Left with the wreckage, the Liang Bua team tried to put the bones back together and mend relationships. Morwood regretted the lack of an Indonesian press conference and I was told by members of the research team that he privately vowed to do better. Excavations were paused in an attempt to ease tensions, only resuming in 2007.
Twenty years on from the moment H. floresiensis emerged from Liang Bua, it is possible to view the discovery with more clarity. It remains a startlingly unexpected find, but curiously enough, the species no longer stands alone as a bizarre outlier in the human family tree. In the years since H. floresiensis came to light, we have learned of two more species of small-brained human that were present on our planet at the same time as our species. Homo naledi, discovered in South Africa, was revealed to the public in 2015, while Homo luzonensis, unearthed in the Philippines, made headlines in 2019.

Researchers are now also more comfortable with the idea that small-brained hominins were capable of sophisticated behaviour: it has been suggested, for example, that .
That said, another reason why H. floresiensis is more acceptable today than it was in 2003 is that the researchers working at Liang Bua have walked back some of the claims made about the species at the time of its discovery. In 2016, they pushed H. floresiensis‘s extinction back to around 50,000 years ago, which is more in line with the accepted date for the disappearance of other ancient human species, as well as the arrival of modern humans in what is now Indonesia. The researchers also abandoned the idea that H. floresiensis controlled fire: “charred” bones that Morwood had identified were blackened naturally by soil minerals.
I never had the opportunity to talk to Jacob or Soejono, who died in 2007 and 2011 respectively. The passion they shared for scientific independence, forged in the years immediately following Indonesia’s revolution, burns a little less fiercely in the younger generations of Indonesian researchers – some of whom coordinated the excavations on the ground in 2003 but chose not to engage with the controversies that followed.
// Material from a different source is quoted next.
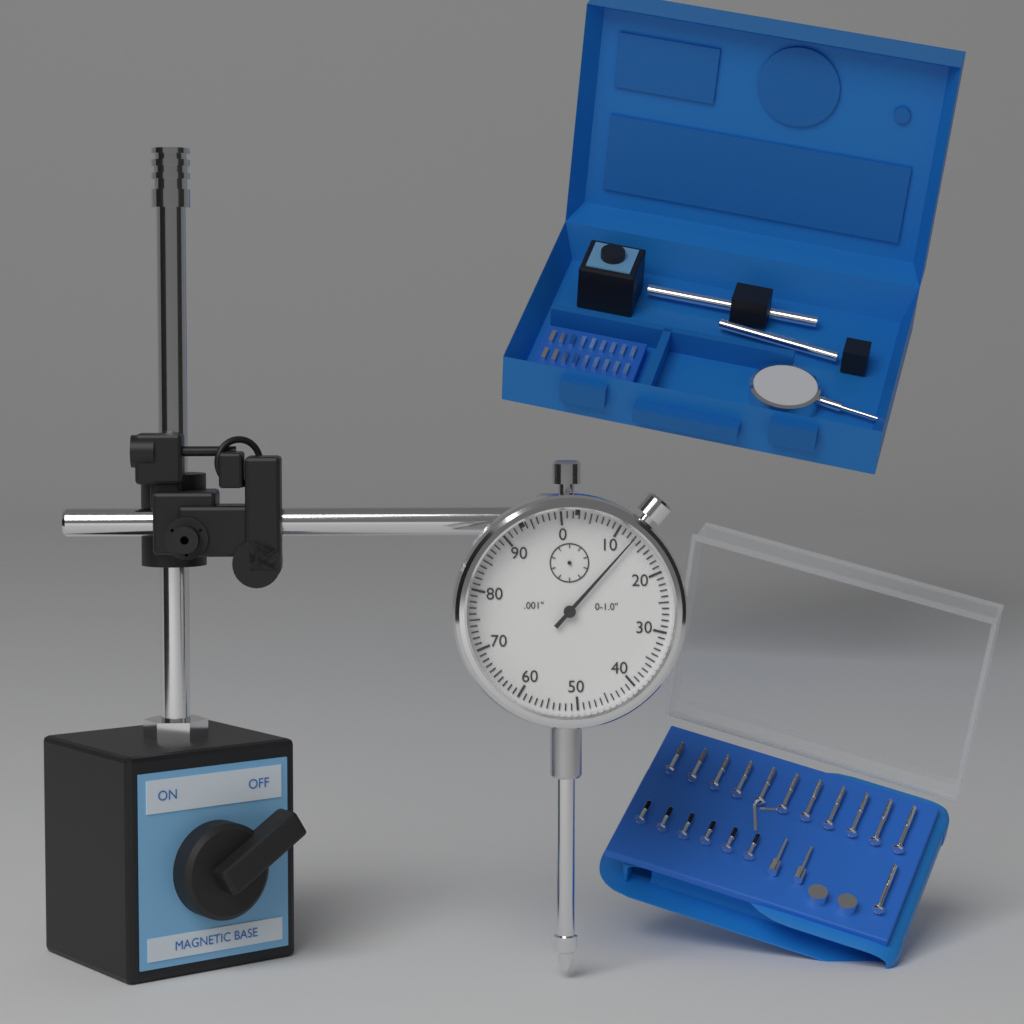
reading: 0.013 in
Those younger archaeologists – including Wahyu as well as and (who, like many Indonesians, has one name) – have themselves recently retired. They are, however, still involved with the Liang Bua excavations, along with co-team-leader at Lakehead University, Canada (Morwood died in 2013). Together, they have been training a new generation of Indonesian scientists.
Observing the team in recent excavation seasons revealed a group focused on exploring Liang Bua’s past in all its complexity. The cave sediments preserve a near-continuous record spanning 200,000 years, offering a rare opportunity to understand how H. floresiensis differed from H. sapiens in its interactions with the environment. In other words, the Liang Bua researchers today are less interested in rewriting the global story of human evolution. Rather, they are motivated by a desire to understand the nuances of Indonesia’s ancient prehistory. In a sense, their work is now more aligned with the research conducted at Liang Bua shortly after Indonesia gained its independence almost 80 years ago. Jacob and Soejono would perhaps have approved.